What are Ashdod port and Erez crossing, how will they operate?
Ashdod port, 32km (20 miles) north of Gaza, is one of Israel’s three main cargo ports and can handle more than 1.5 million containers a year.
Until now, Israel has restricted its use for the delivery of aid. In February, the head of the UNRWA, the UN agency for Palestinians, said Israel was blocking a Turkish shipment containing a month’s supply of food for a million Palestinians there.
The Erez crossing in between Israel and northern Gaza is the closest to Ashdod. Before the war, it was the only crossing point for people between Israel and Gaza.
It was used by Palestinians with permits to work in Israel, those who were approved to travel in exceptional humanitarian cases and some students and sportspeople. It was also used by staff from international aid organisations.
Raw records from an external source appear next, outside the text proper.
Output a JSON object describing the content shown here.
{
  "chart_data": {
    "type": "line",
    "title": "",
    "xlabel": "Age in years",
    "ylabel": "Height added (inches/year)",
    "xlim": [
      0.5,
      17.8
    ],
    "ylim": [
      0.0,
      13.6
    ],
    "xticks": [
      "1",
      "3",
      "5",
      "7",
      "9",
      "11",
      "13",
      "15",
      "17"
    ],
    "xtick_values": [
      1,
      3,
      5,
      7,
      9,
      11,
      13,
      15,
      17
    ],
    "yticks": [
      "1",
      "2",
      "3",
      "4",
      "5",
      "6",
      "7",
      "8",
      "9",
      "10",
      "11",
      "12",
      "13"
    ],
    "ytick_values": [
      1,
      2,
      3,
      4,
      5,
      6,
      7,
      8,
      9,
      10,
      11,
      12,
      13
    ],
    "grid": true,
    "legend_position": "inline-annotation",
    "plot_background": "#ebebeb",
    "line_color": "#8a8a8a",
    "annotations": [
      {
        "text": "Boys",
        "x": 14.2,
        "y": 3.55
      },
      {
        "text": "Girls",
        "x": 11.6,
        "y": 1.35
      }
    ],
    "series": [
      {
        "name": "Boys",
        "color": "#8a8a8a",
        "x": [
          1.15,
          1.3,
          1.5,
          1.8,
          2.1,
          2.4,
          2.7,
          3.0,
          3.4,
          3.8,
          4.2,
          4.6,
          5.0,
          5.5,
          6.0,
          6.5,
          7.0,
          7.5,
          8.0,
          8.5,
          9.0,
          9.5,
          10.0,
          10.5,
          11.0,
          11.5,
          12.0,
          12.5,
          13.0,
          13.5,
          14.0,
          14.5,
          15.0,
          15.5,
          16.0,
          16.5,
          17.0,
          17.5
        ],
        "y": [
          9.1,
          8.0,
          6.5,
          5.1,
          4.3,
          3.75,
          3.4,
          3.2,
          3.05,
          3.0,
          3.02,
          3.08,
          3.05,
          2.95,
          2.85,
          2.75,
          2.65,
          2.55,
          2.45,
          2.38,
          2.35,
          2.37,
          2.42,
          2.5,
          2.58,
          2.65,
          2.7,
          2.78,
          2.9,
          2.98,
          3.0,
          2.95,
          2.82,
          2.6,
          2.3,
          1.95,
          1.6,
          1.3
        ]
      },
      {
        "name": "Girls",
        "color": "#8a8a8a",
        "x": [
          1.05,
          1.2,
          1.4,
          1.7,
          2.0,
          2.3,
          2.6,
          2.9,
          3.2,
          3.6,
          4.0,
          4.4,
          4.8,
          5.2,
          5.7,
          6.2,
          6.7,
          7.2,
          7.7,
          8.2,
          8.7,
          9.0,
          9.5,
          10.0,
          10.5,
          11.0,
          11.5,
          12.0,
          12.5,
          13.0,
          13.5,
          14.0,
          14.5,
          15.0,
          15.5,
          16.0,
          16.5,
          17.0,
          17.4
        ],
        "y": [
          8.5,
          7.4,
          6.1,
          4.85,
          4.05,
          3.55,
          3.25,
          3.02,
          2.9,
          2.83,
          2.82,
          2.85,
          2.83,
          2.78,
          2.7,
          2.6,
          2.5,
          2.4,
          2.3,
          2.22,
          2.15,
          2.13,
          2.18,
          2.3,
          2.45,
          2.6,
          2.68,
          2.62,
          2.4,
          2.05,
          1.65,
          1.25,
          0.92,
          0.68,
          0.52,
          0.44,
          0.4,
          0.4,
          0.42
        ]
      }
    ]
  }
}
It was attacked by Hamas on 7 October and has been closed since then.
However, so far, no details have been given of timings, quantities or the types of aid that will be permitted to enter Gaza, nor of how it will be distributed. As conditions have deteriorated, the delivery of aid has been accompanied by deadly violence.
There have been regular reports of shooting at Palestinians gathering to receive the little aid that has arrived in northern Gaza. The Hamas-run ministry of health in Gaza and local Palestinians have accused Israeli forces of firing on desperate people.
Israel has denied involvement, saying Palestinians have died in crushes, been run over by trucks and been shot by armed Palestinians, and that when Israeli troops have opened fire, it has been at people they have deemed “suspects”.
Blame game over food shortages
The UN says children in northern Gaza are starving to death and famine is looming. The quickest, most effective way to get aid into the territory is overland - but the entry of trucks via two crossings in southern Gaza has so far not met the need for food.
Humanitarian agencies, Israel’s allies and other countries have accused Israel of not doing enough to ensure that food gets to those who need it. Some have accused Israel of using starvation as a weapon of war.
All aid for Gaza is subject to strict Israeli security checks aimed at preventing anything that could be used by Hamas from entering. But aid groups say these are complex and arbitrary, causing major delays.
Israel has denied impeding the entry of aid to Gaza and accuses aid organisations of failing to distribute it.
Cogat, the Israeli body that co-ordinates humanitarian aid to Gaza, said on 1 April that an average of 140 trucks a day carrying food entered Gaza. It said this was more than the 70 trucks carrying food specifically that entered Gaza before the war (500 trucks in total entered Gaza each day before the war).
But military operations and the breakdown of social order have severely hampered aid distribution, while Gaza’s food production has also been reduced to almost nothing, with farms, bakeries and factories destroyed or inaccessible.
Israel has also banned the UN’s Palestinian refugee agency, UNRWA, from delivering aid to northern Gaza over allegations it made that some UNRWA staff took part in the 7 October Hamas attack that sparked the current war. Cogat said Israel would work with organisations that “are not involved in terror”.
German Foreign Minister Annalena Baerbock said Israel had “no more excuses” to delay aid getting into Gaza after Israel agreed to open new routes.
“We expect the Israeli government to implement its announcements quickly,” she said.